Murder victim Carly Ryan was a victim of the type of crime the legislation aimed to prevent. Picture: Supplied Source:Supplied
SOUTH Australian senators have been criticised for voting down a law that would have made it a crime for adults to lie about their age to minors online
Independent South Australian Senator Nick Xenophon sought to create a criminal offence for the practice in the Criminal Code Act 1995 and create a register of those who breached the law, in a legislative change he dubbed the “Carly Amendment”.
Senator Xenophon said while the amendment was supported by himself, the Greens and the DLP, the major parties voted against it on party lines.
“For me and many fellow South Australians, nothing brings home the seriousness of cyber crime more than Carly Ryan’s story,” Senator Xenophon said.
“In 2006, when Carly was just 14 years old, she started chatting online with someone she thought was a 20-year-old called Brandon Kane.
“What Carly did not and could not have realised is that behind the online conversation with Brandon was not a 20-year-old musician at all. Brandon Kane did not exist. Instead she had unknowingly developed a relationship with Garry Francis Newman, a 47-year-old man who lived with his mother.”
Senator Xenophon moved the amendment to a Bill brought by the Greens to improve the policing of cyber crime.
He said some major party senators would be regretful when they realised they had torpedoed a law that, had it been in place, could have stopped the murder of Carly Ryan.

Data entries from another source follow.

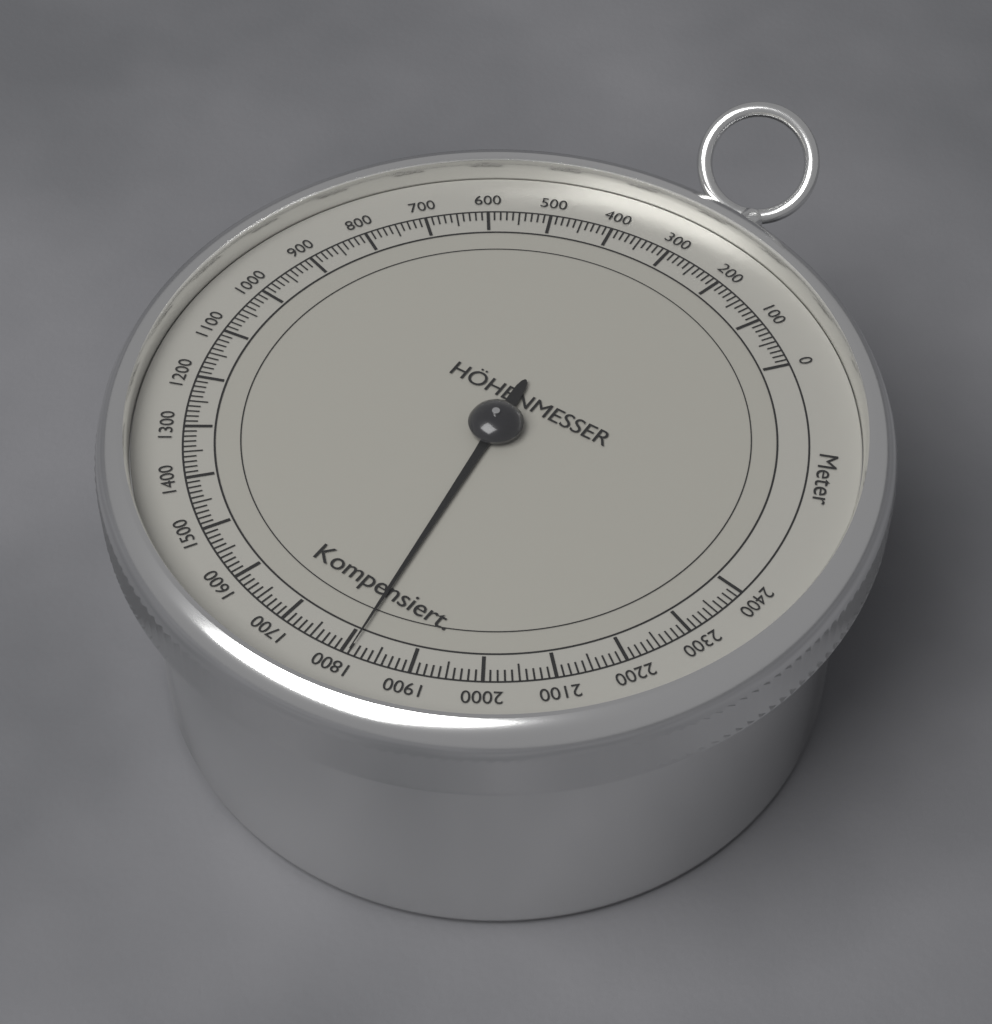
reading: 1810 m
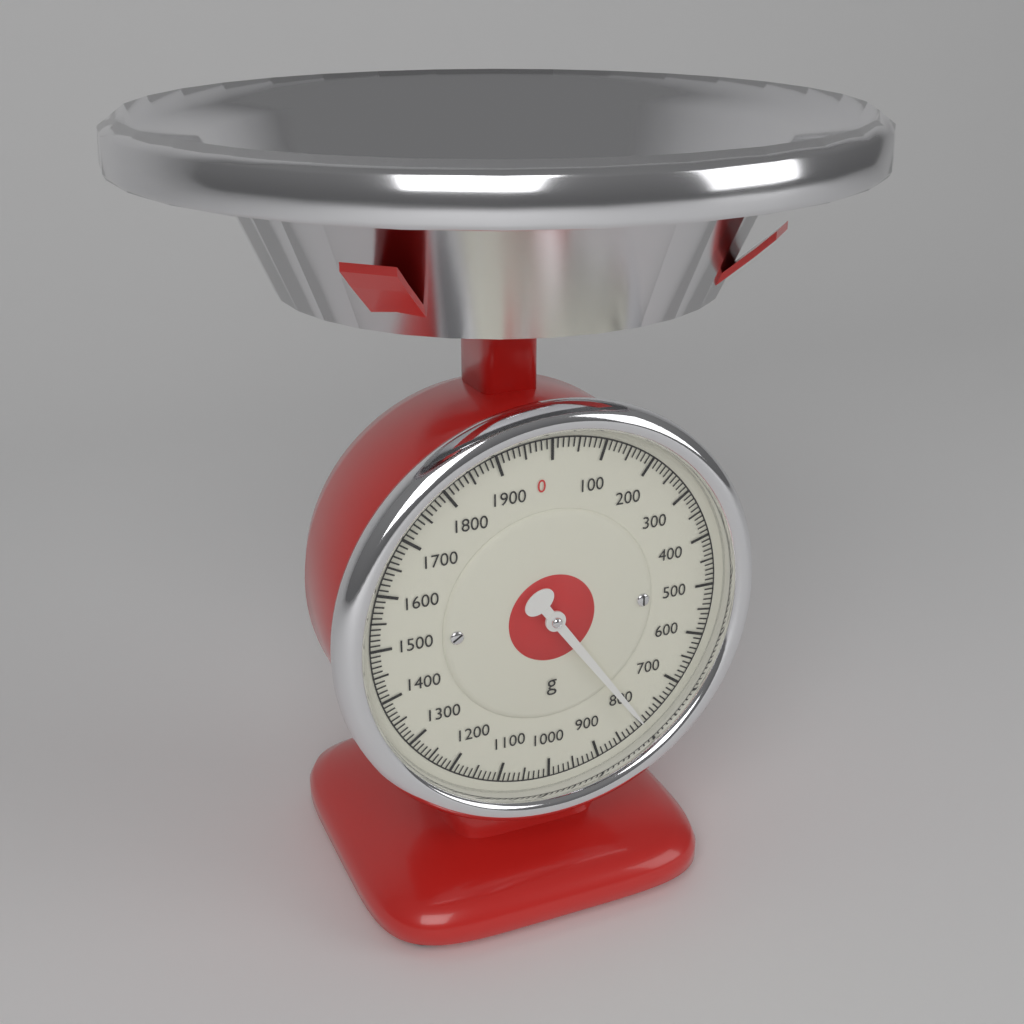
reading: 800 g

“I said to one of the South Australian senators who voted against it, ‘do you realise what you just voted against?’ and he just shrugged his shoulders,” Senator Xenophon said.
Eminent UniSA child protection advocate Emeritus Professor Freda Briggs yesterday joined the criticism, saying predation was the only reason for adults to lie to children about their age.
“There needs to be a better deterrent,” she said.
“I can think of no other reason other than predatory ones for an adult lying to a child on the internet.”